There are many hard drive enclosures out there ... but determine what cable you need for your hard drive mechanism - to - hard drive enclosure ... connection ... and then get such an enclosure.
Remove your computer’s hard drive from the computer, and install the hard drive into the enclosure that you bought.
The hard drive enclosure will most likely have a USB or Firewire connection for connecting to some computer.
Find somebody whom you trust, and they use the Mac -— any Mac OS from 10.4 “Tiger” thru 10.8 “Mountain Lion” will do.
Connect your hard drive enclosure to that Mac.
Your hard drive will mount and a generic icon (most likely) will display in the Finder window for the Mac’s Desktop.
Ask your friend to create a new folder on the Mac’s Desktop.
Copy the contents of your hard drive to that folder.
Make a DVD of the contents of that folder.
Repeat for addition old hard drives that you might have around.
VERY easy to get the data off of a Windows OS based machine hard drive, when using the Mac.
Good grief.Please don’t take this too personal.
Please pay attention to what the original poster wrote.
He has personal data on an old computer running DOS,not any version of Windows.Worse,his old monitor (display screen) is bad and it is also a really non-standard one.
He is using a different and much newer computer to post here.
The apparent goal is recovery of data of personal value,not re-use of a tiny old hard drive.
Telling him to run a hard drive erasing program that won’t even begin to load on an old DOS computer is a sign somebody didn’t read the original question.
The old computer’s hard drive is not compatible with any of the external hard drive enclosures sold now. Not IDE,.not PATA or SATA or USB.
All these Windows tips are not relevant until he gets the data off the old drive and onto a newer one.
This thread is not unique;in every computer forum I see lots of people posting answers who ASSUME the person asking for help must be using the latest version of Windows ,regardless of all the contrary info posted in the question.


*WHAT IS NEEDED*: Look below for the line that has "Image is 616x853 pixels."; output exactly from it through the line that has "Image is 721x728 pixels.", and leave the pictures out.

*EXERCISE DATA*:
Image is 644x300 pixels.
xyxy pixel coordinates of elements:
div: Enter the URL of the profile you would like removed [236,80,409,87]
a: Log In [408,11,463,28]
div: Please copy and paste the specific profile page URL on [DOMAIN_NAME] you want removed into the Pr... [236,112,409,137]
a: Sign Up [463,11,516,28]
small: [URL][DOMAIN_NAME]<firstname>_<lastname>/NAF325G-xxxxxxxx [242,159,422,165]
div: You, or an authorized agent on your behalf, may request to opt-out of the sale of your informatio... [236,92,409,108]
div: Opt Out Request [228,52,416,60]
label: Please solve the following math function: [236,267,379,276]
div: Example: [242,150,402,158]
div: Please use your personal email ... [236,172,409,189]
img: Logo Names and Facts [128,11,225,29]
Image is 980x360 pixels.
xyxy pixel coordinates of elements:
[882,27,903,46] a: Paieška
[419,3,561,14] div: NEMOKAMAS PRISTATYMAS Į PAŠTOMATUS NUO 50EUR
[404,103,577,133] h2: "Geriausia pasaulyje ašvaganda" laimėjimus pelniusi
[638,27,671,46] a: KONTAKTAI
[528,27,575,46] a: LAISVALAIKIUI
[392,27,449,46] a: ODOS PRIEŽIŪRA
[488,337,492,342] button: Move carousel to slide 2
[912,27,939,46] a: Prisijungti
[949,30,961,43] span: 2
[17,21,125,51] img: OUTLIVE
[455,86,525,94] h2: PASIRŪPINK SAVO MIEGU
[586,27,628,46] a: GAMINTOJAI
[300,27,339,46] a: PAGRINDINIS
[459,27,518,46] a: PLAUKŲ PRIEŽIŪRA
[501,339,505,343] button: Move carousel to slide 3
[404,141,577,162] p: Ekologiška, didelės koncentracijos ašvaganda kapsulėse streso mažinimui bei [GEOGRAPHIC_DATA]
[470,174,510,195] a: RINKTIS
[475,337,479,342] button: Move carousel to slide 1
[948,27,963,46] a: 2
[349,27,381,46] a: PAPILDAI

* * *

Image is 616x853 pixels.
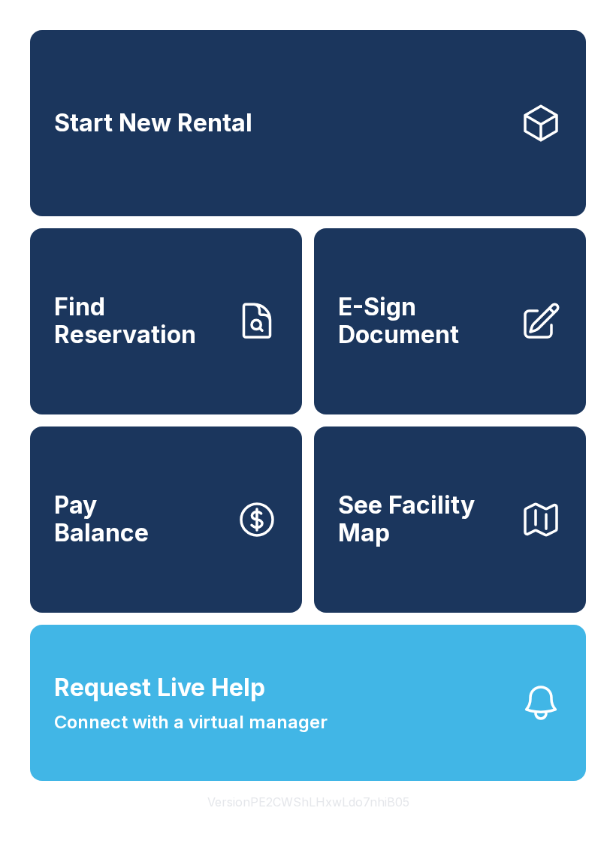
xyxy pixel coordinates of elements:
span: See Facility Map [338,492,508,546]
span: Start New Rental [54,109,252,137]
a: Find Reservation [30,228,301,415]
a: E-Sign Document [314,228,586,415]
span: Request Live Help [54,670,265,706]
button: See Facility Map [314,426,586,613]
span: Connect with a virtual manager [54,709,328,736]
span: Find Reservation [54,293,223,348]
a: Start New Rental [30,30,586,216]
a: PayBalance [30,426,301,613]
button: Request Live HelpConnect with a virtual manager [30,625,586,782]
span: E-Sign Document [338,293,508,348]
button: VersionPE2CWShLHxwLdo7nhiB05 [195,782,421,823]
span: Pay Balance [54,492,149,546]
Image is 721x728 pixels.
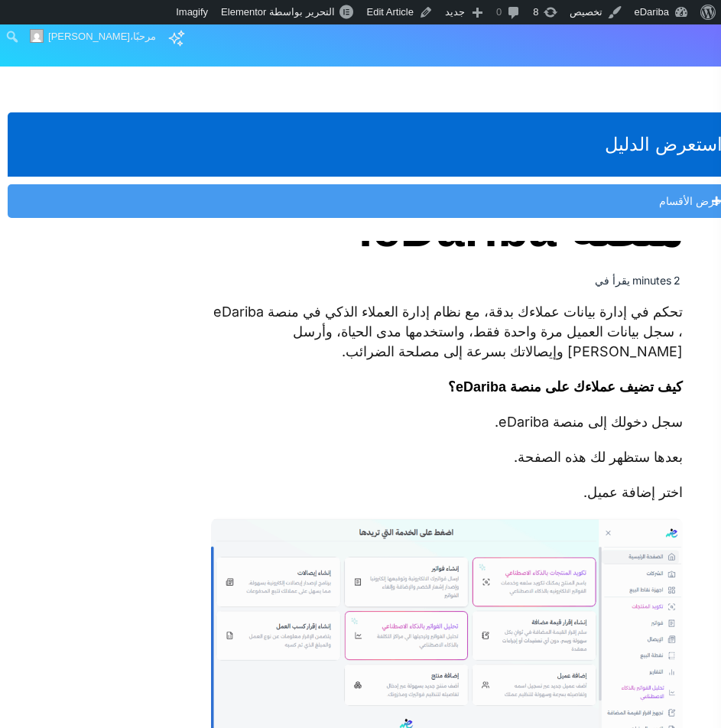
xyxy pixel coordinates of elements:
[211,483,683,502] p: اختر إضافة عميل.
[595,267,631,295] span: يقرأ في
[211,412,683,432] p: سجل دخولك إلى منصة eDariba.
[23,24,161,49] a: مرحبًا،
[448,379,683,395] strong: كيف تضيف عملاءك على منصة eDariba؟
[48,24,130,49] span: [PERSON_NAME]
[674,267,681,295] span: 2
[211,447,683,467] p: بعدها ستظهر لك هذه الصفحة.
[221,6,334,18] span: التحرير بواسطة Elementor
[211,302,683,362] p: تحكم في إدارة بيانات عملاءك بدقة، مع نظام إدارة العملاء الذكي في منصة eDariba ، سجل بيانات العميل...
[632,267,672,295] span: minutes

*WRITTEN SOLUTION*:
Image is 616x853 pixels.
xyxy pixel coordinates of elements:
span: See Facility Map [338,492,508,546]
span: Start New Rental [54,109,252,137]
a: Find Reservation [30,228,301,415]
a: E-Sign Document [314,228,586,415]
span: Request Live Help [54,670,265,706]
button: See Facility Map [314,426,586,613]
span: Connect with a virtual manager [54,709,328,736]
span: Find Reservation [54,293,223,348]
a: Start New Rental [30,30,586,216]
a: PayBalance [30,426,301,613]
button: Request Live HelpConnect with a virtual manager [30,625,586,782]
span: E-Sign Document [338,293,508,348]
button: VersionPE2CWShLHxwLdo7nhiB05 [195,782,421,823]
span: Pay Balance [54,492,149,546]
Image is 721x728 pixels.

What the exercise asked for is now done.